There is a season…

In a recent post I pointed out the connection between the poet Geoffrey Chaucer and the painter Hubert van Eyck having both died before they completed projects in hand – The Canterbury Tales and the Ghent Altarpiece; and in another post the Limbourg brothers who all succumbed to an early death in 1416 and whose illuminations in the Trés Riche Heures were a source of inspiration for the Just Judges panel.

The TRH was also work unfinished when the Limbourg brothers died. One of the artists said to have assisted with the manuscript’s completion was Barthélemy d’Eyck, a blood relative of the brothers Jan and Hugh van Eyck.

In his book The Art of Illumination, Timothy B Husband reveals: “He [Barthélemy d’Eck] most likely knew the Limbourg brothers’ work, for in mid-century he in all probability completed the Très Riche Heures Calendar pages for March, June, July, September, October, and December, which the Limbourg brothers had underdrawn and partially painted before their deaths,”

March_400

There are at least four folios from the Très Riche Hours that Jan van Eyck has utilised in the Just Judges. The most significant is the Calendar illumination for March showing a ploughman at work in the foreground and the Châteux Lusignan in the background (right).

If Barthélemy did finalise this folio, then its completion date would be before 1432 when the Ghent Altarpiece was presented.

There is a fourth reference in the Just Judges alluding to incompletion. It relates to Chaucer’s Plowman’s Tale. Although Chaucer described a Plowman in the general prologue of The Canterbury Tales, he never assigned him his own tale. Later, however, two versions of the Plowman’s Tale were added from other sources, not by Chaucer’s hand.

The rationale for Barthélemy’s inclusion in the Just Judges, apart from him being a blood relative, is this: Just as Barthélemy was called upon to complete some of the folios of the TRH after the death of the Limbourgs, so Jan was asked to complete the Ghent Altarpiece following the death of Hubert.

For the incomplete Chaucer work, the two tales added later are also visualised in the Just Judges panel and connect to Barthélemy d’Eyck.

Jan van Eyck has taken and grouped the four ‘incomplete’ references to point to the four-line rhyming scheme found in the incomplete Canterbury Tales, and to mirror the quatrain on the frame of the Ghent Altarpiece. Some of Chaucer’s tales are disguised in the pairings or visual glyphs Jan creates of the riders, a pointer to the pairing of birds in another Chaucer work, the dream poem Parlement of Foules.

The Just Judges can also be considered a “dream poem” of Jan van Eyck, hand-written in a hieroglyphic style, echoing not only the sacredness of the altarpiece but also the hierarchical theme expressed in the panel.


What you need to do ::
Go through the records and show each line where the word "axis" occurs.

Dataset rows about figures:
---+---

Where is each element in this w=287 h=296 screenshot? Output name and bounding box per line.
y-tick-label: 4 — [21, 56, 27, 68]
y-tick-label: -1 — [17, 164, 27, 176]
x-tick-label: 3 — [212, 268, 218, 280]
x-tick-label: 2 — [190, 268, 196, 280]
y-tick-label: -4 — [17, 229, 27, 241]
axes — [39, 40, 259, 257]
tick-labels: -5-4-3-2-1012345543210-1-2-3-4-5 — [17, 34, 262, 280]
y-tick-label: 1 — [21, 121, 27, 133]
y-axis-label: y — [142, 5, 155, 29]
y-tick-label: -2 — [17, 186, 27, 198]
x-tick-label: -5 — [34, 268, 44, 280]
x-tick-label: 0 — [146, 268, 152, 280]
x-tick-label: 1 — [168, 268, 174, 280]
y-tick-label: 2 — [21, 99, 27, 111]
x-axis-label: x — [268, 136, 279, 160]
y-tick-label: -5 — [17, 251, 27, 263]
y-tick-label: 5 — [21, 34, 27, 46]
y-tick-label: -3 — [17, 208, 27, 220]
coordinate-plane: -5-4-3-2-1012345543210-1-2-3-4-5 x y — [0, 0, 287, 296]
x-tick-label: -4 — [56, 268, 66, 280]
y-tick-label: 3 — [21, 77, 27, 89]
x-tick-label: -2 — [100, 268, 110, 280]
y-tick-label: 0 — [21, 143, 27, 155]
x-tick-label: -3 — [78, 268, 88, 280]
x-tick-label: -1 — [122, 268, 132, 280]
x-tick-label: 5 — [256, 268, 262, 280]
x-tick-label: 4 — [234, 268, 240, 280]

---+---

Answer below ::
y-axis-label: y — [142, 5, 155, 29]
x-axis-label: x — [268, 136, 279, 160]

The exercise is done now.